Ho-ne-sty, come out come out wherever you are . . .

Faith clenched her eyes shut. Honesty had never come out.

And she'd been sent away.

Faith shook the dream away. She hadn't thought of that day in years, hadn't let herself think of the sister she once loved, the father she once adored. Why it would become so vivid now, she didn't want to know.

With the horse dried and brushed, there seemed to be nothing else to keep her in the stables. She hung the rag over the top of a stall and decided to see if Millie knew what she could feed the lamb until it could be reunited with its mother. But when she reached the double doors, she couldn't bring herself to leave with so much unsettled between herself and his lordship. He didn't trust her, she knew that, and maybe, he had just cause. But he'd come after her anyway. “Baron?”

He glanced up. Rain dripped from a curl of hair over his forehead, moonlight cast the sharp angles of his face in mystery.

“Thank you for looking for me.” No one had ever come looking for her before. Not even Jack. He'd have found her by now. Apparently she was as disposable to him as she'd been to everyone else in her life.

“Did you think I would just let you run off?”

“No one else would have cared.”

At that, she dashed across the saturated lawn to the front steps of the castle and let herself inside. She still couldn't get over the fact that the baron allowed his servants to use the front entrance. She ran into Millie in the entryway, carrying a pile of folded towels. Each day the woman grew stronger and was able to take on more tasks. Still, Faith kept a close eye on her to make sure she did not overtax herself.

“There you are, Faith. His lordship is out looking for you.”

“Actually, he found me. He's in the stables now, brushing down his horse.”

“He wasn't too happy about you going to the village.”

“I know. I found a lamb in the woods,” she said to change the subject. “Do we have anything in the pantry that we can feed it until I can get it back to its mother?”

“We might have some milk in the icebox,” she answered.

Faith had just started for the kitchen to fetch it when Millie's next words stopped her. “Oh, I nearly forgot—there's a gentleman waiting for you in the kitchen.”

“A gentleman?” She hadn't noticed a horse or carriage outside, but then again, nor had she been looking. “Did he say his name?”

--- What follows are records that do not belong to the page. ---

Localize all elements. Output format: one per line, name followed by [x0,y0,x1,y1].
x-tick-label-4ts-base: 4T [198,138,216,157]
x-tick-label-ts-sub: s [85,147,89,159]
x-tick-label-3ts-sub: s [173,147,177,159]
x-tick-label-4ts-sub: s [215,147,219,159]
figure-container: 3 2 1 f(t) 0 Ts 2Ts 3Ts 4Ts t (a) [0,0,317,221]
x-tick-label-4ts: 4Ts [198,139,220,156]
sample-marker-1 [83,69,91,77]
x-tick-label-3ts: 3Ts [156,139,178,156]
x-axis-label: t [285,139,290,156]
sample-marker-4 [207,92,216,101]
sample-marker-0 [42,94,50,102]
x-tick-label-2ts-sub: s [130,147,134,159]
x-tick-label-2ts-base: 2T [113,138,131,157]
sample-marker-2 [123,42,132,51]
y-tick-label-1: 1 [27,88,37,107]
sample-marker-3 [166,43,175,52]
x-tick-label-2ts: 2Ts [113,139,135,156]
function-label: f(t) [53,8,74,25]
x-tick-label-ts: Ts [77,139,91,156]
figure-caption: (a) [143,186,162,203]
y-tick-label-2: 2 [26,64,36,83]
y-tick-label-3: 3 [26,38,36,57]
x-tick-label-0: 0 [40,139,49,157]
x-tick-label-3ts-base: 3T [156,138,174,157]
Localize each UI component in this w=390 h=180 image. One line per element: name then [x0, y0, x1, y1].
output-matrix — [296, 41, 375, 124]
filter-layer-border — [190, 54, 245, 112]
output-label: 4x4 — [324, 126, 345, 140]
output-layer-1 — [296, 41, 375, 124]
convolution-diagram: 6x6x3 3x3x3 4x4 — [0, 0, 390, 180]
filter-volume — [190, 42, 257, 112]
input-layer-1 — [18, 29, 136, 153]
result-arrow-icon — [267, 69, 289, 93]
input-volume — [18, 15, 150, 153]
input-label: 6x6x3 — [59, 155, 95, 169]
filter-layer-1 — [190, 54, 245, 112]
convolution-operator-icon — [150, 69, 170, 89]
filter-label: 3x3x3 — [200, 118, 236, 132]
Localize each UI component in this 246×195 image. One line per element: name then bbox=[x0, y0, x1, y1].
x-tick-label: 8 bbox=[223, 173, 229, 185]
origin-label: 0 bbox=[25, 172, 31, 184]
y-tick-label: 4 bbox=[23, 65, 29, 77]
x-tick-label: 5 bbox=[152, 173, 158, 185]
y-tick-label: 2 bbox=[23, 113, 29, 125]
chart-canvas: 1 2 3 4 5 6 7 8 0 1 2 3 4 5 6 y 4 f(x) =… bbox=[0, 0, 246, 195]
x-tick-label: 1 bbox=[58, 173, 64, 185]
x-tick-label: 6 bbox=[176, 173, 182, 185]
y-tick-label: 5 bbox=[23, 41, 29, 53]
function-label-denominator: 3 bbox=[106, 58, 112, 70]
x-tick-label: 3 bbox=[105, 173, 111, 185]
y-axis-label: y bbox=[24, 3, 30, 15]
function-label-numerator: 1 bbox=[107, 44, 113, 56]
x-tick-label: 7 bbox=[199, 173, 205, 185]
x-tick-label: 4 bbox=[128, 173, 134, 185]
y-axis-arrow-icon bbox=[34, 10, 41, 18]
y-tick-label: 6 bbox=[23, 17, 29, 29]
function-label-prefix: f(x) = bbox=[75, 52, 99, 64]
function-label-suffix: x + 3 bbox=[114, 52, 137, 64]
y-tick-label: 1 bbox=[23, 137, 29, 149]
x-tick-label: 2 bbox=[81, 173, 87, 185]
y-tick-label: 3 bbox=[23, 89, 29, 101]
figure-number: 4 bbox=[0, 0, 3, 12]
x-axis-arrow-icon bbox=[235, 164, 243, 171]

Her eyes twinkled. “No, but he seems quite anxious to see you.”

 

He'd found her.

Jack Swift had finally tracked her down. He was the only person with the motive or the means to have located her so far out of London.

Faith's hands were damp with perspiration as she forced herself down the long hall toward the kitchen. She imagined him waiting with courtly impatience, sneering at Millie while she tried to serve him coffee. Toying with his solid gold pocket watch he often bragged had been coughed off a prince.

She realized now that sometime over the last few weeks, she'd grown lax. Fooled herself into thinking that he was part of her past. That she'd not have to face him again. It was a mistake she would pay for now.

Resigning herself to the inevitable, she opened the door.

And gasped.

“Fanny!”

“Oh, my God—Scatter, ya lovely little leech!” He raced toward her, and she caught him in her arms. Crikey, the top of his head reached hers now—had he grown taller? “What are ye doin' here? How did ye find me?”

“The baron brought me.”

“The baron? Ye mean Lord Westborough?”

“Aye. Zounds, Fan, ye should have seen him.” Black eyes glittered with joy. “He punched him left, then punched him right—” He swung each hand in turn.

“Punched who?”

“Jack! Oh lud, 'twas a sight. We'd ha' made a fortune bettin' on him in the ring.”

“Lord Westborough brawled with Jack?”

She sensed his presence and turned. He stood with one shoulder against the doorframe, arms loosely crossed over his chest, hip angled, and booted foot turned outward. Eyes soft as the sea at dawn gazed upon her.

“You fought Jack Swift?” she asked in awe.

Whatever tenderness she'd seen in those misty gray swirls disappeared. “It was nothing. A minor squirmish.”

“It weren't even that,” Scatter interjected. “He popped him one right in the smacker and
phlooop
—down Jack went.”

“Scatter, I believe Millie is waiting for you outside,” the baron said in a tone that brooked no argument.

“They want me to take a bath,” Scatter told Faith.

“It's not so bad. You'll get a meat pie once you're clean.”